The route for the 2022 Vuelta a España (open in new tab) will finally be announced on Thursday, clearing up quite a few questions about cycling's third Grand Tour of the season.

The key points of the Vuelta, the last of the three Grand Tours for which a route is announced each year, are more or less finalized weeks before the curtain rises on the race presentation, and longtime cycling commentators Carlos de Andres and Pedro Delgado straddle the stage to show off all the details. But this year's Vuelta organizers have managed to keep the 2022 route under wraps, at least for now.

Aside from the Grande Pearl in the Netherlands, a tough first week of mountain racing in the northern Basque Country and Cantabria, and a return to the traditional finish in Madrid, only a handful of other stages have been revealed.
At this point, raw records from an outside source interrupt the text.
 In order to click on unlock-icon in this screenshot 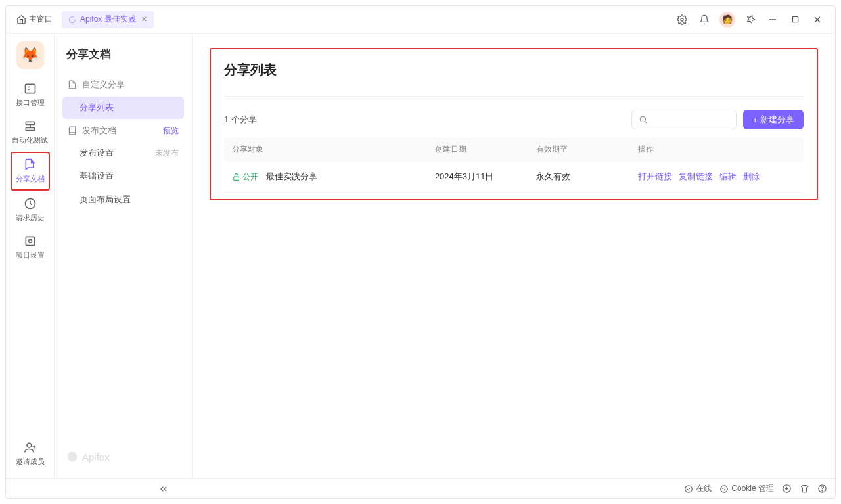, I will do `click(237, 177)`.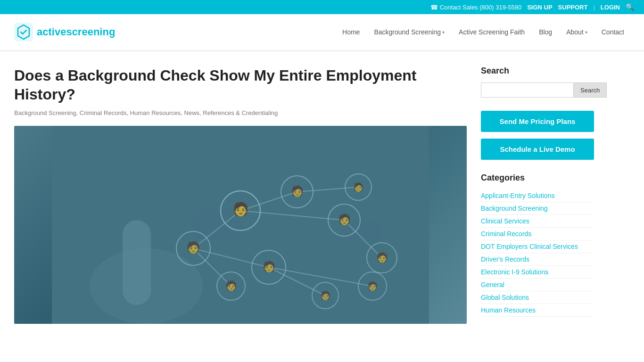 This screenshot has width=644, height=362. Describe the element at coordinates (537, 198) in the screenshot. I see `sidebar: Search Search Send Me Pricing Plans Sche…` at that location.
What will be missing from the route is that for the second year in a row, a stage in the Pyrenees is likely to be missed, and a return to the northwestern region of Galicia, the site of the finish in 2021, is highly unlikely. The same goes for a return to the far-flung Canary Islands, which have been planned for decades but seem to have been quietly forgotten once again this year.

Undoubtedly included in the 2022 route, however, is a Grande Pearl in a foreign country. [The Vuelta 2022 will kick off with a mid-distance team time trial in Utrecht on Friday, August 19, two years after a pandemic forced the Netherlands not to host the 2020 edition. Two more stages are scheduled in the Netherlands, both of which are flat and will conclude with a group sprint. On the rest day immediately following the opening weekend, the Vuelta Peloton moves to the Basque Country for three hilly stages.
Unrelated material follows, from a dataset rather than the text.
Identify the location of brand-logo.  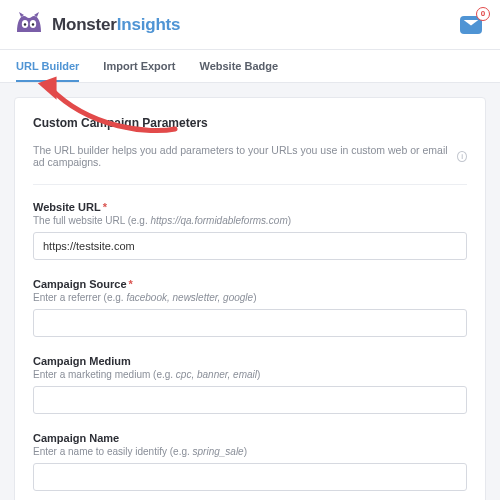
(29, 24).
The fifth stage will then take place in Pico Haina in neighboring Cantabria. It is approximately 13 km long, but the average gradient is a relatively gentle 6.4%. Along with the team time trial in Utrecht, Pico Haina will be the early selection stage for the GC riders in the 2022 Vuelta.

However, the GC challenges that follow will come quickly as the Vuelta heads west to the Picos of Europa mountains after a weekend in Asturias. This weekend is rumored to include at least one, and possibly a second, mountain challenge.

Saturday could finish with a steep but short climb to Los Praires, where Simon Yates took his second decisive race lead in 2018, but there are also rumors of a return to Angliru that day. And on Sunday, another major set-piece battle may unfold in the all-new Asturian mountain, Corrado Funkuaya.

In the second week of racing, the Vuelta heads south, where the details become very sketchy. Mid-week there is likely to be a punchy mountaintop finish near Portugal at El Piornal in the rarely visited western Extremadura region, and there will undoubtedly be another important uphill stage to Peñas Blancas overlooking the Mediterranean coast.

The decisive third week as the Vuelta heads north and back to Madrid includes more gaps.

Alejandro Valverde (Movistar) is likely to begin his final year as a racer in his hometown of Murcia, with a hilly stage scheduled between Elche and Alicante.

Race director Javier Guillén said that the 2022 Vuelta will feature an individual time trial "at some point," but gave no further details.

What is more certain is that last year's event will return to Madrid, its traditional finish point, on September 11, after finishing in Santiago de Compostela. And on Thursday, in the Spanish capital, the blanks on the Vuelta map and stage list will finally be revealed.